Fans Bring the Weapons, Necro and Toby Bring the Punches

Fans Bring the Weapons, Necro and Toby Bring the Punches

It tickles me to imagine innocent basketball games played by middle aged men trying to get their weekly exercise in at the Oolitic Community Center. The rhythmic thudding of footsteps back and forth on the hardwood floor, accompanied by the sharp squeak of expensive branded sneakers that likely caused arguments with the wife at home when she saw the price tag. Perhaps at night, the teenaged children of those same parents sneak into the community center to get up to their own chicanery of smuggled beers and stolen kisses.

On June 25th, 2004 though, the Oolitic Community Center plays host to the annual IWA:MS King of the Deathmatches tournament instead. A ring gets propped up over blue tarpaulin meant to catch the stray bits of broken glass and pointed metal that make up the twisted playthings for one of the most anticipated nights of gore on the wrestling calendar.

Main eventing the first round, a rematch from last year's tournament. In 2003, Toby Klein threw a VCR right into the Necro Butcher's head. In likely taking away a few memories from Necro, Klein instead created one that lingered in the collective consciousness of Smart Mark Video patrons. Even now, the moment remains forever memorialized in that ever prestigious online medium, the GIF. Scroll along wrestling Twitter long enough, and one is bound to see it again. Even without sound, one can picture the grotesque clank of metal as it smacks into the Butcher's skull.

Nothing in the 2004 sequel reaches quite the iconic status of the VCR, but it's not for lack of trying. It's a Fans Bring the Weapons match which means there's a whole host of ridiculous instruments of torture scattered across the ring for these two to play with. Among those that leave the largest impacts on the match are a dummy thicc computer monitor that likely never ran anything more powerful than Windows XP that Necro flings at Klein in the opening moments, a rolling pin lovingly studded with thumbtacks for Klein to grind against Necro's face, and even another VCR which Klein again uses against Necro.

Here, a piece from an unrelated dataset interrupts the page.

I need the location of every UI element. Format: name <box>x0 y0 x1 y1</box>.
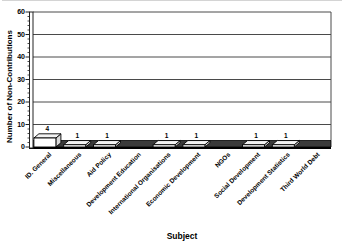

That last one speaks to the most unfortunate quality of this match, which is to say that it all kind of lives in the shadow of the 2003 bout. Perhaps due to the weaker nature of the spot here or the fans in attendance just not having that long of a memory, but the reprise of the VCR doesn't even garner that much of a reaction from the fans in attendance.

Fortunately, what this match may lack in the same high peaks as their previous bout, it more than makes up for in the actual meat and potatoes of the action. In particular, perhaps even more compelling than all the glass and metal, the punching.

It really does feel like the world stops at the end of the Necro Butcher's fist.

The punches are heart-stopping, even for the viewer, one can only imagine the effect they might have had on Mr. Insanity. Perhaps most impressively, Necro deploys them in ways that feel so beyond traditional pro wrestling logic. Sure, they come in the moments that you expect them to--he eats three to drop Klein with one, he cuts off Klein with a big body blow, they trade punches when kneeling face to face--but the physicality of it transcends the sort of limp strike exchanges that plague the 2020s and even the more traditionally appealing punch outs of the 80s. Simply speaking, they feel more real, almost certainly because they might be. When Necro's fist lands, it's always with this disgusting smack of flesh that screams "It's fucking real!" As important though is Klein's selling--a questionable word here if he actually is just eating fists to the jaw--coming through in a crazy variety. Sometimes he'll be rocked and tough through it, other times he'll flop near dead to the ground. It ensures each shot has an air of unpredictability around it that lends a sense of chaos to the action as a whole.

Amidst all the gimmickry and weapons too, there's a lot of classic pro wrestling going on here, just with lighttubes added on tap. I don't even mean Workrate Necro busting out ranas and big dives deep in the match, but smaller things like Necro grabbing on an Asiatic Spike and Klein's panicked attempt to throw anything at him to try and break the hold. Even the ref bump and Klein needing a thumb to the eyes to cut off a punch exchange speak to an old school heel sensibility that manages to feel cheap and infuriating in the hardcore setting. In a match that's meant to prove who's tougher, Klein instead resorts to the cheapest means of seizing an advantage before then laying in two of the grossest far chair throws I've ever seen and a big ole death valley driver through another chair to get the win.

That's exactly what one can expect from these two. In between all the carnage and blood, there's still that simple thread of who can get it done in the end, and the how of a thing meaning much more than the what. It's not quite the explosion of violence that their 2003 bout was, but it's still some great goddamn pro wrestling.